We also need to protect against the unknown attacker, or one for which we have few, if any, TTPs to go by. In this scenario, rather than starting with the TTPs and known indicators of compromise (IOCs) and relating them to the corporate tech stack, we work backwards, starting with the undesired events that would disrupt the vital business processes. Then, we relate the possible disrupting events to how an adversary could create or facilitate those events within the tech stack. In doing so, we also strengthen the linkage to specific organizational risk and cyber security goals.

At its core, this approach is built on traditional principles of risk management and analysis. We associate negative events with their impact on business processes, then link to the tech stack. Not only does this work to identify risks to business processes, but it helps the analyst develop insight into which known adversary or malicious actors would be interested in those assets. In other words, a cyber threat intelligence (CTI) analyst should also look organizationally inward beyond the tech stack, allowing the team to link the undesired events to a cyber nexus.

As noted by a friend and cyber-colleague following my last article, by identifying the valuable assets and business processes, this method also helps inform the CTI analyst so that he or she can identify which actors are known to be interested in specific assets, and which ones are probably not. Keep in mind that the purpose of a cyber attack could involve an ultimate goal beyond the information technology domain.  For example, an adversary may use hacked credentials to gain physical access to a facility, or to provide knowledge to an insider actor on how to disrupt a physical process.  

Indeed, it is important to recognize that what is deemed valuable to the organization could be entirely different than what the cyber adversary views as valuable. An organization might consider critical financial or marketing data as most important, whereas an attacker might be seeking to ruin reputation by facilitating physical damage or harm to the public.

Also, consider Company A that has design data/information for a critical infrastructure at Customer B. The attacker might have no intentions of directly harming Company A, but will leverage the intrusion to harm company B (which could in turn have a blowback effect on the reputation of company A). Simply put, our strategy should consider what processes are critical for corporate success, and what failures could lead to corporate harm. 

Armed with insights from such risk-based assessments, CTI analyses can be further refined to focus on the highest priorities for countermeasure gaps.

By following Maximus | Attain Enhanced CTI Process, you can help mitigate such scenarios.

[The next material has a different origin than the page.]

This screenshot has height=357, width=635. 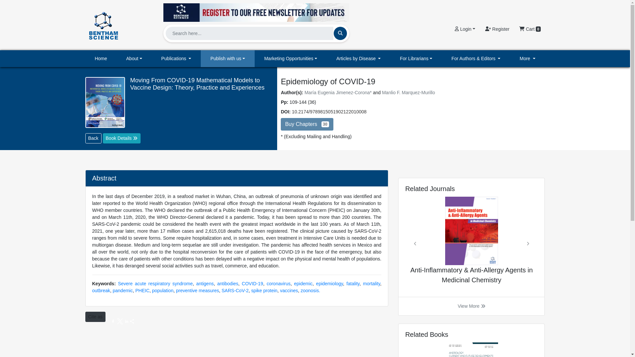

In a practical sense, we are expanding the pool of sources and stakeholders within the intelligence cycle.  The CTI analyst should start by learning how the organization operates and identify the vital components. Begin with reviewing high-level corporate mission statements, non-cybersecurity business goals, and business strategies. Examine the organizational structure and staffing to identify likely stakeholders and get to know them. Schedule interviews and meetings to start building a picture of the unwanted events. It is important for your security team to know what matters most to your customer in specific terms. Find out what keeps them up at night and ask informed questions to understand what they do and how they do it. This is where some of that background research helps. It will be readily apparent if you’ve taken the time to learn something about their roles before the conversation. 

As the discussion leads into actual work processes (which may involve expanding the stakeholder pool of meetings), the critical points of failure will emerge. From here, unwanted events can be defined in non-cyber terms, similar to defining a problem set. Importantly, avoid presupposing a solution for each problem, as that could lead to eliminating potentially useful alternative solutions from consideration.

It could be argued that the above approach should be the domain of risk assessors, not CTI analysts.  There is some validity to that view, and if lucky, existing risk assessments that a CTI analyst can draw upon may be available. However, risk assessments are often done by outside entities and may not be current or specific enough to associate with specific IT assets. Working with a risk assessment team is a terrific way to enhance their cyber vocabulary, and to ensure that assessments are responsive to CTI needs. It is at this point, once unwanted events are identified, that the cyber nexus is determined. Ask how an actor could leverage the IT ecosystem to facilitate or directly bring about the unwanted event. Then, draw up plans and TTPs (from an adversarial viewpoint) to carry out a successful attack. Armed with notional plans and TTPs, more traditional CTI processes are invoked, such as countermeasure gap analysis surrounding the critical assets, identifying malwares needed, mapping TTPs to MITRE ATT&CK framework, and comparing with actors known to employ those TTPs.

The benefits of this approach, while mentioned in my previous article, are worth repeating: direct linkage to corporate/organizational risk, a deeper and thus more informed knowledge of stakeholder needs, illumination of unknown third-party relationships, and better insight for leveraging geopolitical threat reporting (an emerging trend in CTI products). It may turn out that your normal CTI reporting is spot on, but after following these recommendations, it will be validated both forwards (starting with actor activity threat) and backwards (starting with business process targets). The personal relationships you cultivate when researching business processes will also incubate cyber security proponents. Your stakeholders will view you as having their best interest at heart, and thus improve your credibility and reputation, leading to greater cooperation and trust in threat/incident information sharing.